Roxana Robinson’s latest novel is Cost.
–Name a childhood hero.
A great hero of mine was the fictional girl, National Velvet, who rode in the great English steeplechase race, the Grand National. I never saw the movie, but the book, by Enid Bagnold, was exquisitely written, and it made a great impression on me. Bagnold paid very close attention to the natural landscape – the south Downs, I think, of England – and also to dogs and horses. She took animals very seriously, and wrote about them with respect.
National Velvet may have been the first literary book I read – I remember reading parts of it out loud to my mother, because the sentences were so beautiful. And it wasn’t simplistic or childish, it was an interesting, complicated book.
I read it because I was horse crazy. I read every book about horses I could find. And the idea of a young untrained girl and an old crossbred piebald gelding winning that incredibly competitive race together was marvelous to me. It gave me - and every other adolescent girl who read it - the secret feeling that success might be possible in life.
–Name a work you wished you’d written.
Disgrace, by JM Coetzee. This book is jarringly, shockingly good, beautifully conceived and delivered; authoritative, nearly magisterial in its power, and morally adamant. A brilliant work.

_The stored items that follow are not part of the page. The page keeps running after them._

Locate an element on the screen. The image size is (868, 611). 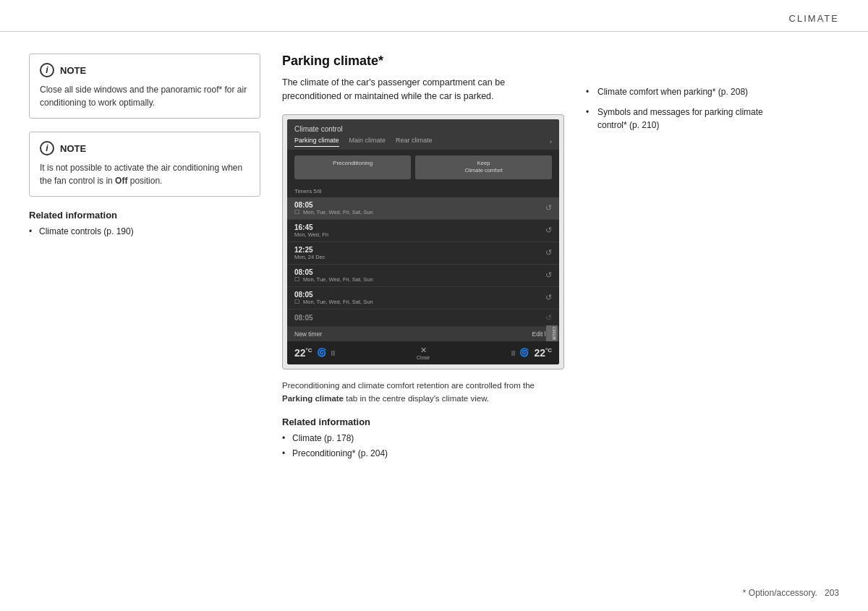
timer-item-2: 16:45 Mon, Wed, Fri ↺ is located at coordinates (423, 231). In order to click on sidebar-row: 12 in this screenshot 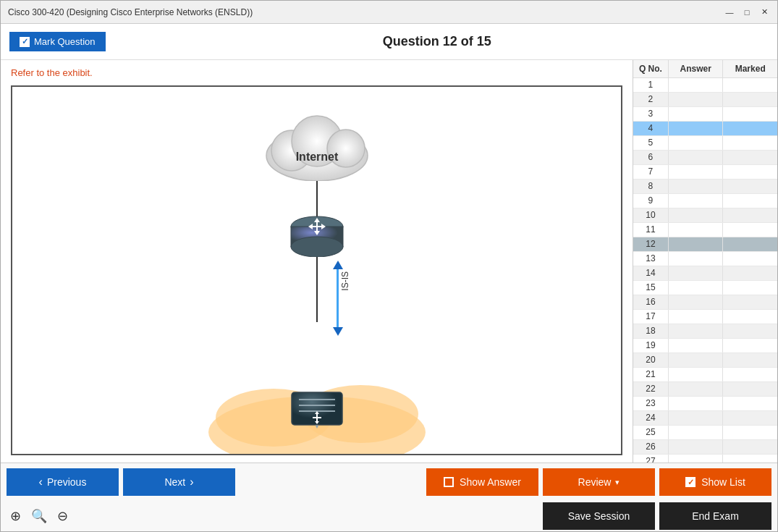, I will do `click(705, 245)`.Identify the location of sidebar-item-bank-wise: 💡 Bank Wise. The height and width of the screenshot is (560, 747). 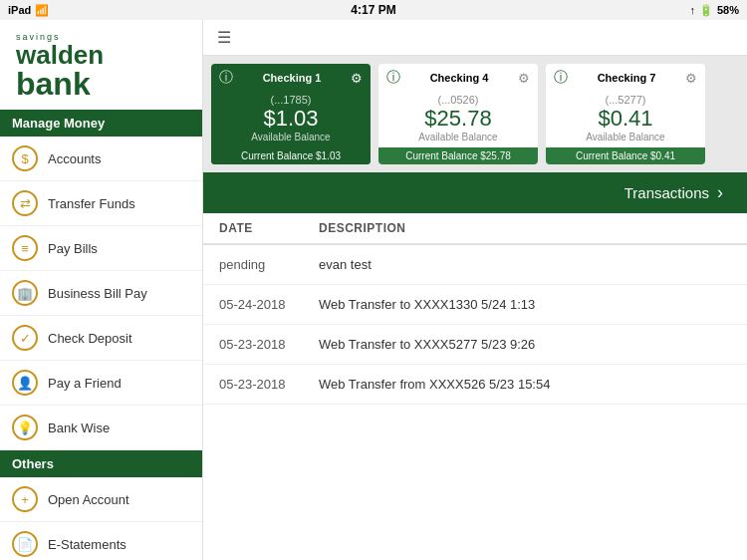
(102, 428).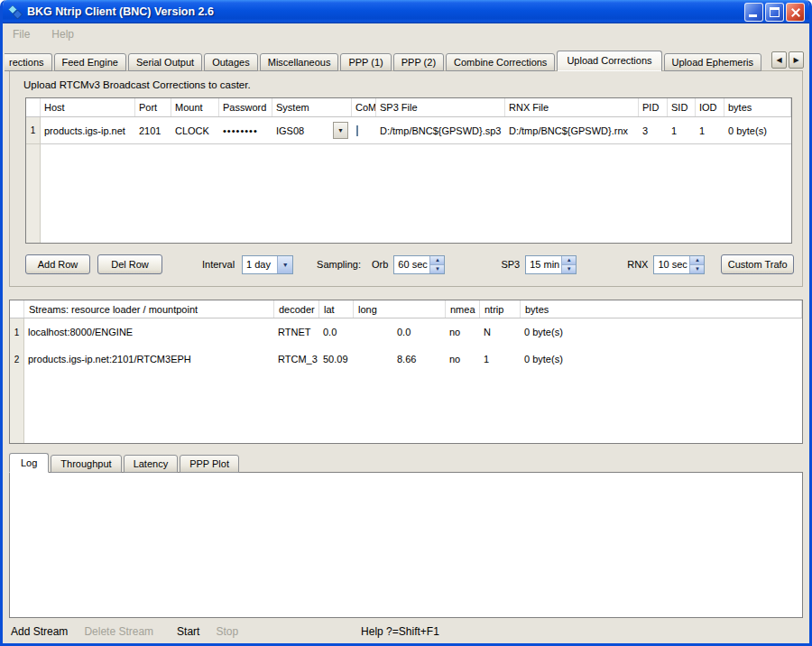  What do you see at coordinates (796, 13) in the screenshot?
I see `close-icon` at bounding box center [796, 13].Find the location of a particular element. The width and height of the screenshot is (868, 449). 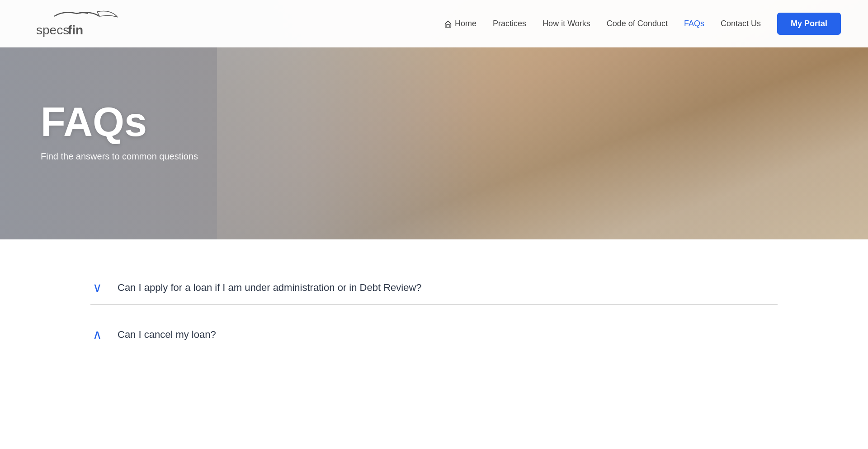

faq-item-2: ∧ Can I cancel my loan? is located at coordinates (434, 330).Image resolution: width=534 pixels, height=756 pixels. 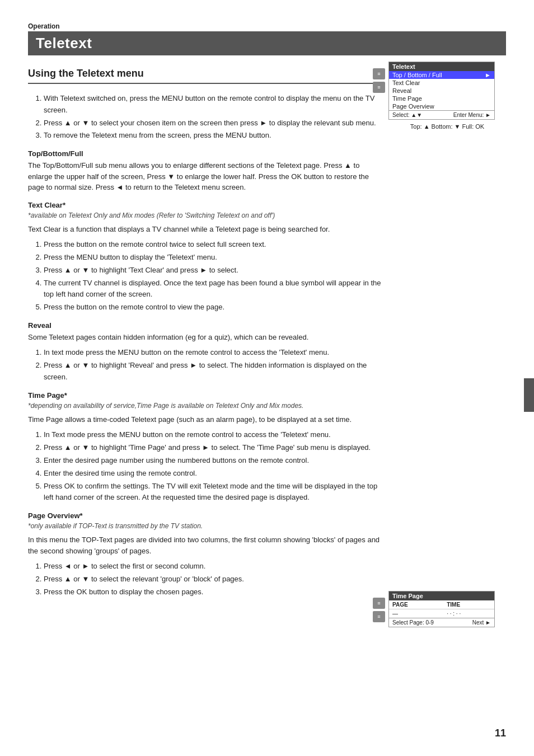 I want to click on teletext-menu-item-1: Text Clear, so click(x=442, y=83).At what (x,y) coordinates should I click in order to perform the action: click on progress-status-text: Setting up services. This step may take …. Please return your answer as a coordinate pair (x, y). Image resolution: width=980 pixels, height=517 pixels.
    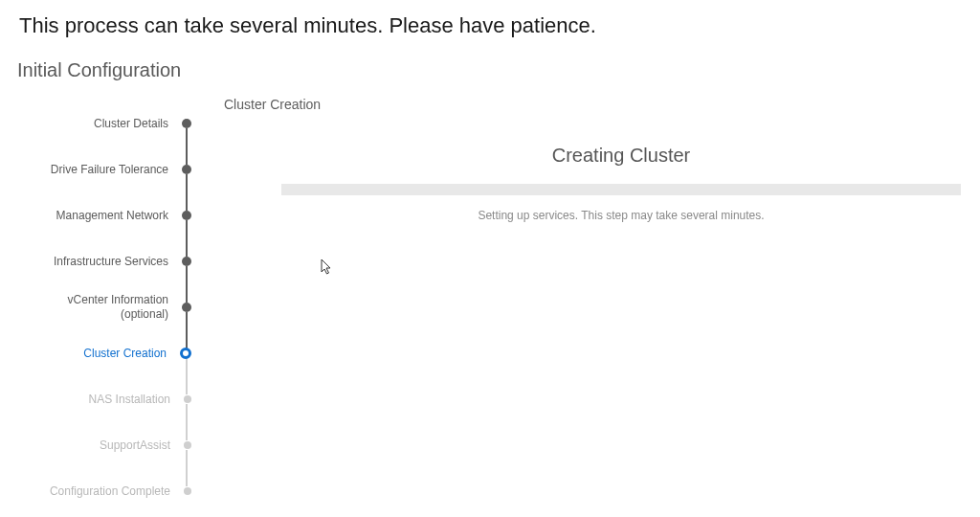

–If you had to order your work by how successfully you completed what you set out to accomplish, what would that list look like?
The list would probably be my books set out in chronological order.
–Name a writer in history you would’ve like to have been a contemporary of and why.
I’d have loved to have been a contemporary of Yeats. Partly because Ireland in his time was so full of ferment, both political and literary, and partly because it was so beautiful.
–Name a work of yours whose reception you’ve been surprised about and why.
When the O’Keeffe book came out I was surprised by a certain antagonistic response. O’Keeffe has been named as one of the five most famous American women, and I thought people would greet her biography with excitement. But I found that she had achieved such a presence in people’s minds that they felt proprietary about her, that some people felt they knew her better than I had. It was like writing a biography of everyone’s mother: everyone felt the need to tell me where I’d gone wrong.
–Correct a misperception about you as a writer in fifty words or less.
I don’t even know what the perceptions about me are, let alone the misperceptions.
–Name a trait you deplore in other writers.
Bad dialogue.
–Name your five desert island films.
Secrets and Lies; Le Gout des Autres, Lives of Others, The Piano
–Name a book not your own that you wish everyone would read.
Anna Karenina.
–Name a book you suspect most people claim to have read, but haven’t.
Infinite Jest.
–If you could choose one of your works to rewrite, which would it be and why.
I would never go back and rewrite a book, that way lies madness.
–Name a book you read over and over for inspiration.
They change, but To the Lighthouse is a perennial.
–Name the writing habit you rely on to get you through a first draft.
Mulish determination.
–Name a regret, literary or otherwise.
Turning down invitations to write things.
–Name your greatest struggle as a writer.
Writing well.
–Name a question you get about writing to which there really is no good answer.
“Where do you get your ideas?”
–Name a question you wish you had been asked.
“What was the first book you fell in love with, and why?”